Pretty sure the common denominator is “owning the libs.”
It’s not just liberals that are voting against their opposition more than they are voting for the political candidates they vote for; the other side is largely doing the same. That’s why American democracy is failing: we’re so disillusioned with our own parties that we’ve been reduced to voting for them just to keep the opposition from power. Hence, no matter how we vote, we’re dissatisfied, but we tell ourselves pretty stories to make it all right. The only real winners are corporations, which have all of these clowns in their pockets.
I’ve been saying it for years and every time I’m told “but if you don’t vote the lesser evil the greater evil wins!”
Well, as predicted, if you do vote the lesser evil the bar is lowered year after year until both are significantly more evil than before. Standards must be enforced. We need to demand candidates that are better than last year’s, not just better than the opposition.
I agree, but I honestly don’t know what the solution is. Beyond blind revolution, which is inherently chaotic and difficult to predict, I don’t see a solution. The U.S. seems doomed to spiral in the same way we’ve seen other nations do so for the foreseeable future. It all depends on how this current administration plays out and how people react to it in the future. Americans are so uneducated and gullible these days that I can’t predict how they’ll behave (and I’m an American).
If all a candidate has to do to get elected is be less evil than the other, then there’s no incentive to be good; instead candidates are free to be as evil as they want up to the limit of the opposition. If a candidate had to be less evil than the person they’re succeeding, sure, we’d get less evil over time. But that’s not the case, they’re compared to their opponents not their predecessors. Every time we elect someone shitty we show them they don’t have to be any better than that to get elected.
Pretty sure the common denominator is “owning the libs.”
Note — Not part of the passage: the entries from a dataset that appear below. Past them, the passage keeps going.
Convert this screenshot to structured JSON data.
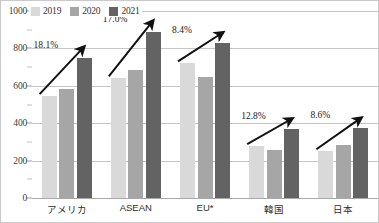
{
  "chart_data": {
    "type": "bar",
    "title": "",
    "xlabel": "",
    "ylabel": "",
    "ylim": [
      0,
      1000
    ],
    "ytick_step": 200,
    "yminor_step": 100,
    "grid": true,
    "legend_position": "top-left",
    "categories": [
      "アメリカ",
      "ASEAN",
      "EU*",
      "韓国",
      "日本"
    ],
    "yticks": [
      "1000",
      "800",
      "600",
      "400",
      "200",
      "0"
    ],
    "series": [
      {
        "name": "2019",
        "color": "#d9d9d9",
        "values": [
          545,
          640,
          720,
          278,
          250
        ]
      },
      {
        "name": "2020",
        "color": "#a6a6a6",
        "values": [
          582,
          682,
          647,
          257,
          283
        ]
      },
      {
        "name": "2021",
        "color": "#636363",
        "values": [
          749,
          888,
          829,
          369,
          372
        ]
      }
    ],
    "annotations": [
      {
        "label": "18.1%",
        "category": "アメリカ"
      },
      {
        "label": "17.0%",
        "category": "ASEAN"
      },
      {
        "label": "8.4%",
        "category": "EU*"
      },
      {
        "label": "12.8%",
        "category": "韓国"
      },
      {
        "label": "8.6%",
        "category": "日本"
      }
    ]
  },
  "legend": {
    "items": [
      {
        "label": "2019",
        "color": "#d9d9d9"
      },
      {
        "label": "2020",
        "color": "#a6a6a6"
      },
      {
        "label": "2021",
        "color": "#636363"
      }
    ]
  }
}
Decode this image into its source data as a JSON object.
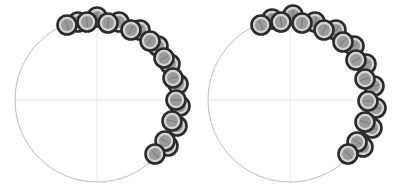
{
  "chart_data": [
    {
      "type": "scatter",
      "subtype": "polar-markers",
      "title": "",
      "grid": true,
      "circle": {
        "cx": 97,
        "cy": 100,
        "r": 82
      },
      "front_markers": [
        [
          67,
          25
        ],
        [
          87,
          22
        ],
        [
          108,
          23
        ],
        [
          131,
          30
        ],
        [
          150,
          41
        ],
        [
          164,
          58
        ],
        [
          173,
          78
        ],
        [
          176,
          100
        ],
        [
          172,
          121
        ],
        [
          165,
          141
        ],
        [
          155,
          154
        ]
      ],
      "back_markers": [
        [
          78,
          22
        ],
        [
          97,
          17
        ],
        [
          119,
          22
        ],
        [
          140,
          30
        ],
        [
          158,
          46
        ],
        [
          170,
          64
        ],
        [
          178,
          84
        ],
        [
          180,
          106
        ],
        [
          177,
          126
        ],
        [
          168,
          146
        ]
      ],
      "colors": {
        "stroke": "#2b2b2b",
        "fill": "#9a9a9a",
        "ring": "#d4d4d4",
        "axis": "#bdbdbd",
        "grid": "#e6e6e6"
      }
    },
    {
      "type": "scatter",
      "subtype": "polar-markers",
      "title": "",
      "grid": true,
      "circle": {
        "cx": 290,
        "cy": 100,
        "r": 82
      },
      "front_markers": [
        [
          261,
          25
        ],
        [
          281,
          22
        ],
        [
          302,
          23
        ],
        [
          324,
          30
        ],
        [
          343,
          42
        ],
        [
          356,
          60
        ],
        [
          365,
          79
        ],
        [
          368,
          101
        ],
        [
          365,
          122
        ],
        [
          357,
          142
        ],
        [
          348,
          154
        ]
      ],
      "back_markers": [
        [
          272,
          19
        ],
        [
          293,
          15
        ],
        [
          315,
          22
        ],
        [
          336,
          30
        ],
        [
          354,
          46
        ],
        [
          366,
          64
        ],
        [
          374,
          86
        ],
        [
          376,
          108
        ],
        [
          372,
          128
        ],
        [
          363,
          147
        ]
      ],
      "colors": {
        "stroke": "#2b2b2b",
        "fill": "#9a9a9a",
        "ring": "#d4d4d4",
        "axis": "#bdbdbd",
        "grid": "#e6e6e6"
      }
    }
  ]
}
It’s not just liberals that are voting against their opposition more than they are voting for the political candidates they vote for; the other side is largely doing the same. That’s why American democracy is failing: we’re so disillusioned with our own parties that we’ve been reduced to voting for them just to keep the opposition from power. Hence, no matter how we vote, we’re dissatisfied, but we tell ourselves pretty stories to make it all right. The only real winners are corporations, which have all of these clowns in their pockets.
I’ve been saying it for years and every time I’m told “but if you don’t vote the lesser evil the greater evil wins!”
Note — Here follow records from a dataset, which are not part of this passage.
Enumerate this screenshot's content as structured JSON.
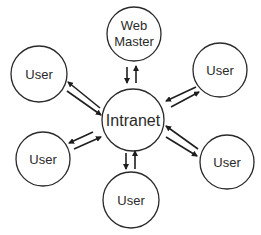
{
  "diagram": {
    "title": "",
    "nodes": [
      {
        "id": "intranet",
        "label": "Intranet",
        "cx": 133,
        "cy": 120,
        "r": 31,
        "font_size": 15
      },
      {
        "id": "webmaster",
        "label_lines": [
          "Web",
          "Master"
        ],
        "cx": 134,
        "cy": 34,
        "r": 27,
        "font_size": 13
      },
      {
        "id": "user_tl",
        "label": "User",
        "cx": 39,
        "cy": 74,
        "r": 28,
        "font_size": 13
      },
      {
        "id": "user_tr",
        "label": "User",
        "cx": 220,
        "cy": 70,
        "r": 27,
        "font_size": 13
      },
      {
        "id": "user_bl",
        "label": "User",
        "cx": 43,
        "cy": 159,
        "r": 27,
        "font_size": 13
      },
      {
        "id": "user_br",
        "label": "User",
        "cx": 227,
        "cy": 162,
        "r": 27,
        "font_size": 13
      },
      {
        "id": "user_b",
        "label": "User",
        "cx": 131,
        "cy": 200,
        "r": 28,
        "font_size": 13
      }
    ],
    "edges": [
      {
        "from": "intranet",
        "to": "webmaster",
        "type": "bidirectional"
      },
      {
        "from": "intranet",
        "to": "user_tl",
        "type": "bidirectional"
      },
      {
        "from": "intranet",
        "to": "user_tr",
        "type": "bidirectional"
      },
      {
        "from": "intranet",
        "to": "user_bl",
        "type": "bidirectional"
      },
      {
        "from": "intranet",
        "to": "user_br",
        "type": "bidirectional"
      },
      {
        "from": "intranet",
        "to": "user_b",
        "type": "bidirectional"
      }
    ],
    "colors": {
      "stroke": "#2a2a2a",
      "background": "#ffffff"
    }
  },
  "labels": {
    "intranet": "Intranet",
    "webmaster_line1": "Web",
    "webmaster_line2": "Master",
    "user": "User"
  }
}
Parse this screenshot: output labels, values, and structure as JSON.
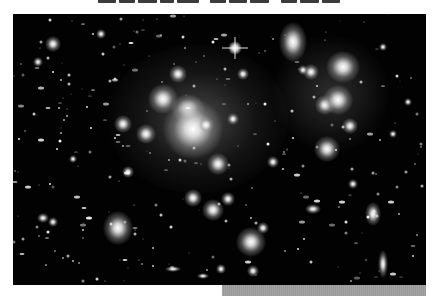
{
  "page": {
    "title_visible": false,
    "title_note": "clipped heading text at top edge, unreadable"
  },
  "photo": {
    "subject": "galaxy cluster deep-field astronomical photograph",
    "colors": {
      "background": "#020202",
      "glow": "#ffffff"
    },
    "galaxies": [
      {
        "x": 40,
        "y": 208,
        "w": 10,
        "h": 10
      },
      {
        "x": 150,
        "y": 85,
        "w": 30,
        "h": 30
      },
      {
        "x": 175,
        "y": 95,
        "w": 34,
        "h": 30
      },
      {
        "x": 165,
        "y": 60,
        "w": 18,
        "h": 18
      },
      {
        "x": 180,
        "y": 115,
        "w": 60,
        "h": 60
      },
      {
        "x": 193,
        "y": 111,
        "w": 16,
        "h": 16
      },
      {
        "x": 220,
        "y": 105,
        "w": 12,
        "h": 12
      },
      {
        "x": 205,
        "y": 150,
        "w": 22,
        "h": 22
      },
      {
        "x": 133,
        "y": 120,
        "w": 20,
        "h": 20
      },
      {
        "x": 110,
        "y": 110,
        "w": 18,
        "h": 18
      },
      {
        "x": 230,
        "y": 60,
        "w": 12,
        "h": 12
      },
      {
        "x": 280,
        "y": 28,
        "w": 28,
        "h": 40
      },
      {
        "x": 298,
        "y": 58,
        "w": 16,
        "h": 16
      },
      {
        "x": 330,
        "y": 53,
        "w": 34,
        "h": 32
      },
      {
        "x": 312,
        "y": 91,
        "w": 20,
        "h": 20
      },
      {
        "x": 325,
        "y": 86,
        "w": 30,
        "h": 30
      },
      {
        "x": 314,
        "y": 135,
        "w": 26,
        "h": 26
      },
      {
        "x": 337,
        "y": 112,
        "w": 16,
        "h": 16
      },
      {
        "x": 290,
        "y": 56,
        "w": 10,
        "h": 10
      },
      {
        "x": 370,
        "y": 33,
        "w": 8,
        "h": 8
      },
      {
        "x": 105,
        "y": 214,
        "w": 30,
        "h": 34
      },
      {
        "x": 30,
        "y": 204,
        "w": 12,
        "h": 10
      },
      {
        "x": 200,
        "y": 196,
        "w": 22,
        "h": 22
      },
      {
        "x": 180,
        "y": 184,
        "w": 18,
        "h": 18
      },
      {
        "x": 215,
        "y": 185,
        "w": 14,
        "h": 14
      },
      {
        "x": 238,
        "y": 228,
        "w": 30,
        "h": 30
      },
      {
        "x": 250,
        "y": 214,
        "w": 12,
        "h": 12
      },
      {
        "x": 300,
        "y": 195,
        "w": 16,
        "h": 10
      },
      {
        "x": 360,
        "y": 200,
        "w": 16,
        "h": 24
      },
      {
        "x": 370,
        "y": 250,
        "w": 10,
        "h": 28
      },
      {
        "x": 240,
        "y": 257,
        "w": 12,
        "h": 12
      },
      {
        "x": 208,
        "y": 255,
        "w": 10,
        "h": 10
      },
      {
        "x": 115,
        "y": 158,
        "w": 12,
        "h": 12
      },
      {
        "x": 60,
        "y": 145,
        "w": 8,
        "h": 8
      },
      {
        "x": 88,
        "y": 20,
        "w": 10,
        "h": 10
      },
      {
        "x": 40,
        "y": 30,
        "w": 16,
        "h": 16
      },
      {
        "x": 25,
        "y": 48,
        "w": 10,
        "h": 10
      },
      {
        "x": 160,
        "y": 255,
        "w": 16,
        "h": 6
      },
      {
        "x": 190,
        "y": 262,
        "w": 12,
        "h": 6
      },
      {
        "x": 260,
        "y": 148,
        "w": 12,
        "h": 12
      },
      {
        "x": 340,
        "y": 170,
        "w": 10,
        "h": 10
      },
      {
        "x": 395,
        "y": 88,
        "w": 8,
        "h": 8
      },
      {
        "x": 380,
        "y": 120,
        "w": 8,
        "h": 8
      }
    ],
    "bright_star": {
      "x": 222,
      "y": 34
    }
  },
  "footer": {
    "bar_color": "#a0a0a0"
  }
}
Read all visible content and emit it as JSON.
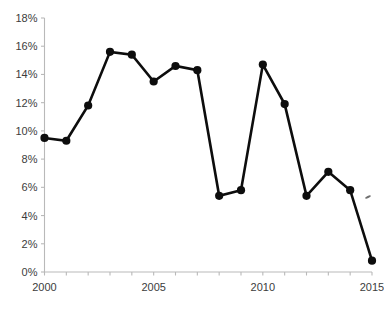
{
  "chart_data": {
    "type": "line",
    "title": "",
    "subtitle": "",
    "xlabel": "",
    "ylabel": "",
    "x": [
      2000,
      2001,
      2002,
      2003,
      2004,
      2005,
      2006,
      2007,
      2008,
      2009,
      2010,
      2011,
      2012,
      2013,
      2014,
      2015
    ],
    "values": [
      9.5,
      9.3,
      11.8,
      15.6,
      15.4,
      13.5,
      14.6,
      14.3,
      5.4,
      5.8,
      14.7,
      11.9,
      5.4,
      7.1,
      5.8,
      0.8
    ],
    "series": [
      {
        "name": "",
        "values": [
          9.5,
          9.3,
          11.8,
          15.6,
          15.4,
          13.5,
          14.6,
          14.3,
          5.4,
          5.8,
          14.7,
          11.9,
          5.4,
          7.1,
          5.8,
          0.8
        ]
      }
    ],
    "xlim": [
      2000,
      2015
    ],
    "ylim": [
      0,
      18
    ],
    "x_tick_labels": [
      "2000",
      "2005",
      "2010",
      "2015"
    ],
    "x_tick_values": [
      2000,
      2005,
      2010,
      2015
    ],
    "y_tick_labels": [
      "0%",
      "2%",
      "4%",
      "6%",
      "8%",
      "10%",
      "12%",
      "14%",
      "16%",
      "18%"
    ],
    "y_tick_values": [
      0,
      2,
      4,
      6,
      8,
      10,
      12,
      14,
      16,
      18
    ],
    "grid": false,
    "legend": null,
    "legend_position": "none",
    "annotations": [],
    "marker": "circle",
    "colors": {
      "line": "#0d0d0d",
      "marker": "#0d0d0d",
      "axis": "#b9b9b9",
      "tick_text": "#3c3c3c",
      "background": "#ffffff"
    }
  }
}
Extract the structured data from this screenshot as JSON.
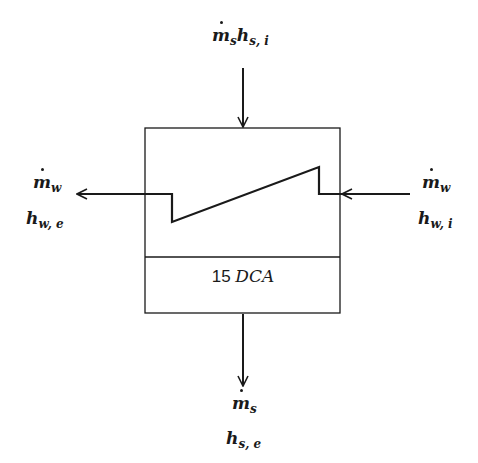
{
  "diagram": {
    "type": "heater-control-volume",
    "colors": {
      "line": "#1a1a1a",
      "background": "#ffffff"
    },
    "box_label": {
      "number": "15",
      "text": "DCA"
    },
    "streams": {
      "steam_in": {
        "symbol": "m",
        "sub": "s",
        "enthalpy": "h",
        "enthalpy_sub": "s, i"
      },
      "water_out": {
        "symbol": "m",
        "sub": "w",
        "enthalpy": "h",
        "enthalpy_sub": "w, e"
      },
      "water_in": {
        "symbol": "m",
        "sub": "w",
        "enthalpy": "h",
        "enthalpy_sub": "w, i"
      },
      "steam_out": {
        "symbol": "m",
        "sub": "s",
        "enthalpy": "h",
        "enthalpy_sub": "s, e"
      }
    }
  }
}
Well, as predicted, if you do vote the lesser evil the bar is lowered year after year until both are significantly more evil than before. Standards must be enforced. We need to demand candidates that are better than last year’s, not just better than the opposition.
Are you making the assertion that each successive candidate gets more evil? Do you think Bill Clinton was a more moral person than Barak Obama?
Not every candidate, but a general trend of “lesser evil” candidates. Obama wasn’t a lesser evil candidate, he was a genuinely good one.
I agree, but I honestly don’t know what the solution is. Beyond blind revolution, which is inherently chaotic and difficult to predict, I don’t see a solution. The U.S. seems doomed to spiral in the same way we’ve seen other nations do so for the foreseeable future. It all depends on how this current administration plays out and how people react to it in the future. Americans are so uneducated and gullible these days that I can’t predict how they’ll behave (and I’m an American).
If the lesser evil were consistently voted in year over year, the evilness would slowly decline.
The problem is that doesn’t happen. The lesser evil is often not selected, that’s the part that shifts the scale.
If all a candidate has to do to get elected is be less evil than the other, then there’s no incentive to be good; instead candidates are free to be as evil as they want up to the limit of the opposition. If a candidate had to be less evil than the person they’re succeeding, sure, we’d get less evil over time. But that’s not the case, they’re compared to their opponents not their predecessors. Every time we elect someone shitty we show them they don’t have to be any better than that to get elected.
This is basically what I keep telling people.
The lesser evil sucks, its still evil, but there is zero path to good, by ever supporting the evil evil.
Like, at least with the lesser evil, you are moving in the right direction to dig yourself out.